Every good story needs a villain – and for Donald Trump’s improbable comeback run, he’s casting Dr. Anthony Fauci in that role.

According to a new report in Axios, Trump plans to vilify the nation’s top infectious disease expert in a speech tonight.

Jason Miller, a senior advisor to the former president, told Axios that Trump supporters have a “visceral” reaction to Fauci. “People see Anthony Fauci and they think of shuttered businesses, lost school,” he said.

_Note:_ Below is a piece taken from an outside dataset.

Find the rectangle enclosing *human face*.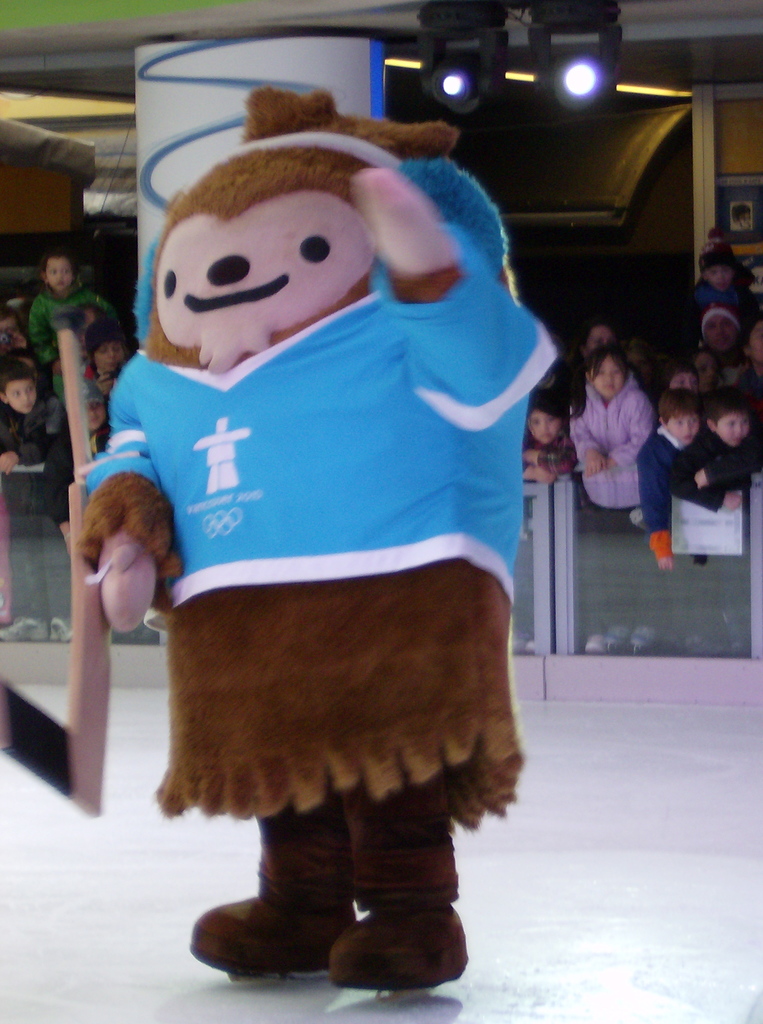
[left=668, top=413, right=698, bottom=448].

Fauci has long been a target of Republicans and right-wing media in search of a scapegoat to explain away Trump’s inconsistent COVID-19 response. Tucker Carlson, the Fox News provocateur, routinely attacks Fauci, often invoking his Catholicism in a demeaning manner. Senator Rand Paul (R-KY) has initiated arguments with Fauci during Congressional appearances. And Peter Navarro, a former Trump advisor, recently said “Fauci is the father of the actual virus.” (Fauci responded, “How bizarre is that? Think about it for a second. Isn’t that a little weird? I mean, come on.”)

The right-wing animosity towards the well-regarded scientist – who has advised seven presidents, including Trump – has grown in recent days as the theory that COVID-19 “leaked” from a Chinese lab has gained limited traction. Fauci has never outright dismissed the “lab leak” theory, but he thinks it’s unlikely (as do most scientists). Some conservatives point to a tranche of Fauci’s recently released emails to suggest that he helped downplay the idea to protect China. CNN explains:

In one email sent to Fauci last April, an executive at EcoHealth Alliance, the global nonprofit that helped fund some research at China’s Wuhan Institute of Virology, thanked Fauci for publicly stating that scientific evidence supports a natural origin for the coronavirus and not a lab release. (The origins of the virus remain unclear.)

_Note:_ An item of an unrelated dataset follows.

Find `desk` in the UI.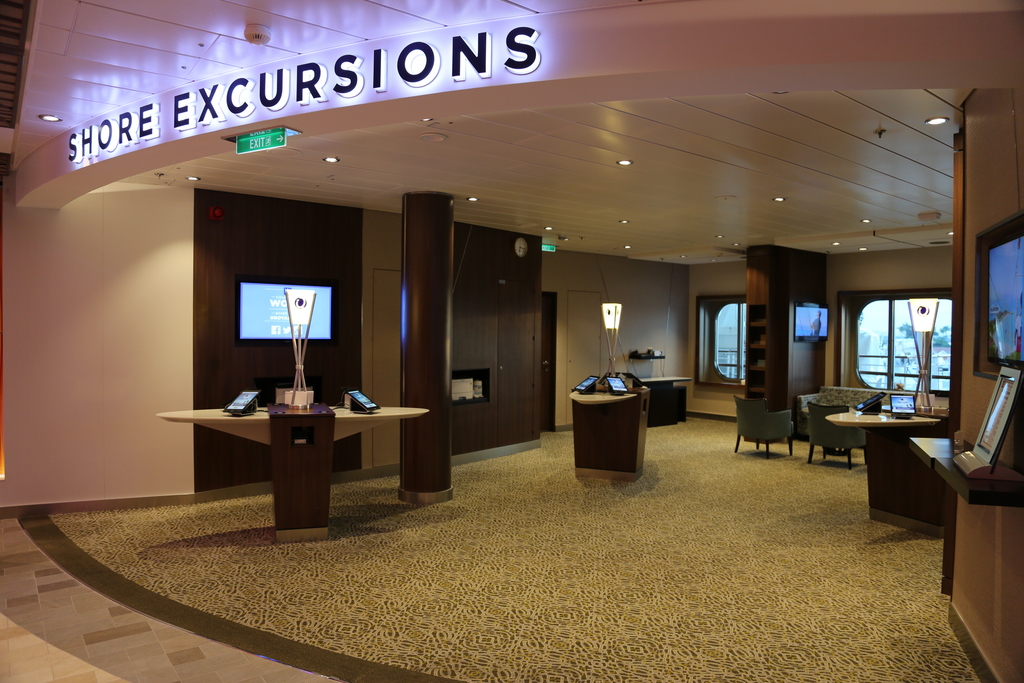
UI element at BBox(149, 371, 445, 533).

Fauci pointed out that the email was unsolicited and said the idea that he’s covering up for China is “nonsense.” In fact, he said that while animal-to-human transmission is the most likely origin for the pandemic, he’s keeping an “open mind.” He thinks investigations into COVID-19’s beginnings should continue.

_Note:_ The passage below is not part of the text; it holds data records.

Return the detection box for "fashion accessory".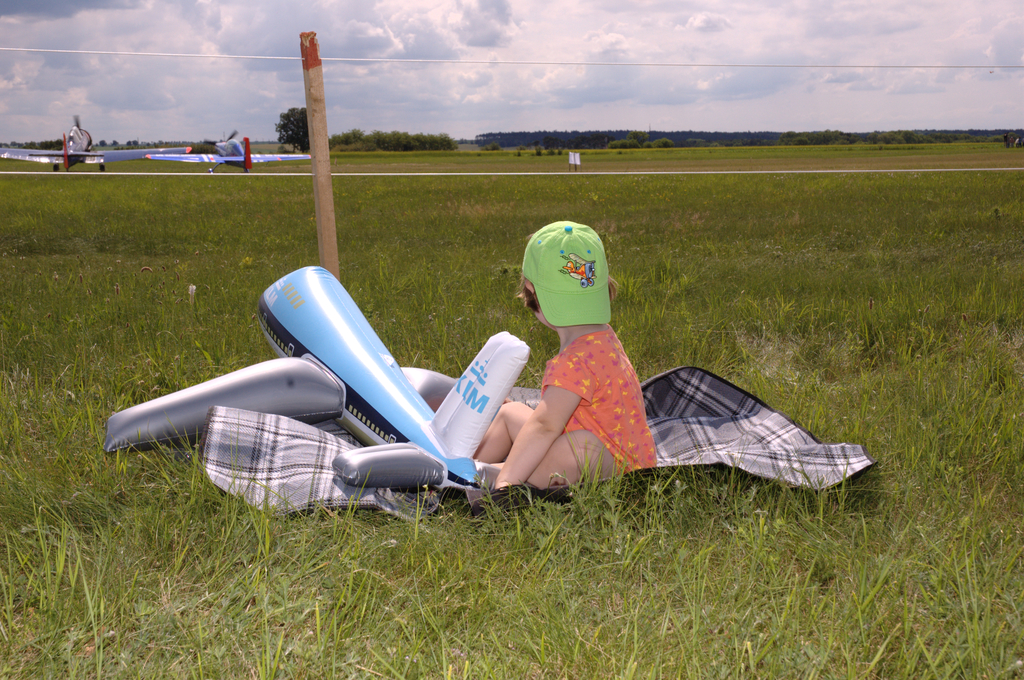
521, 219, 614, 328.
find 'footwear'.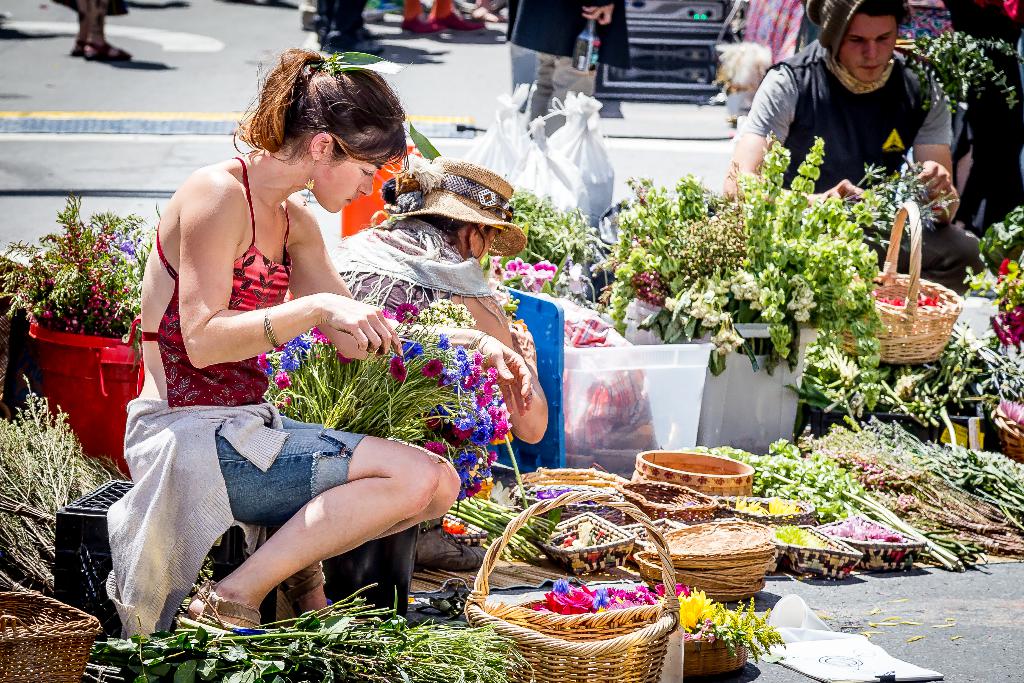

Still, on Thursday, Trump released a statement reading, “The correspondence between Dr. Fauci and China speaks too loudly for anyone to ignore. China should pay Ten Trillion Dollars to America, and the World, for the death and destruction they have caused!”

In April, Matthew Dowd, a former GOP operative, told CNN that the attacks on Fauci are consistent with the party’s anti-science streak: “I think this is fundamentally about the attack on science and data, and if it doesn’t agree… with basically their emotional stand, they want to ignore it.”

https://twitter.com/matthewjdowd/status/1400605487029231621

The vilification of Fauci is a familiar tactic in the GOP playbook dating back to McCarthyism: create caricatures of their perceived enemies. Consider how Hilary Clinton’s limited role in the 2012 Benghazi attack was blown out of proportion or how John Kerry’s war record was distorted when he ran for president in 2004. It’s not enough for Republicans to disagree with their opponents; they must cast them as evil. No surprise then, that a stunningly large chunk of GOP voters think the U.S. is controlled by satan worshipping pedophiles.

To be fair, the instinct to demonize disagreement is not endemic to the GOP. Democrats can be unfair, too. But for career civil servants like Fauci, the trick is avoiding the political noise. “I am so busy trying to do some important things to preserve the health and the safety of the American people that I can’t be bothered with getting distracted with these people that are doing these ad hominems,” Fauci told The Guardian in April.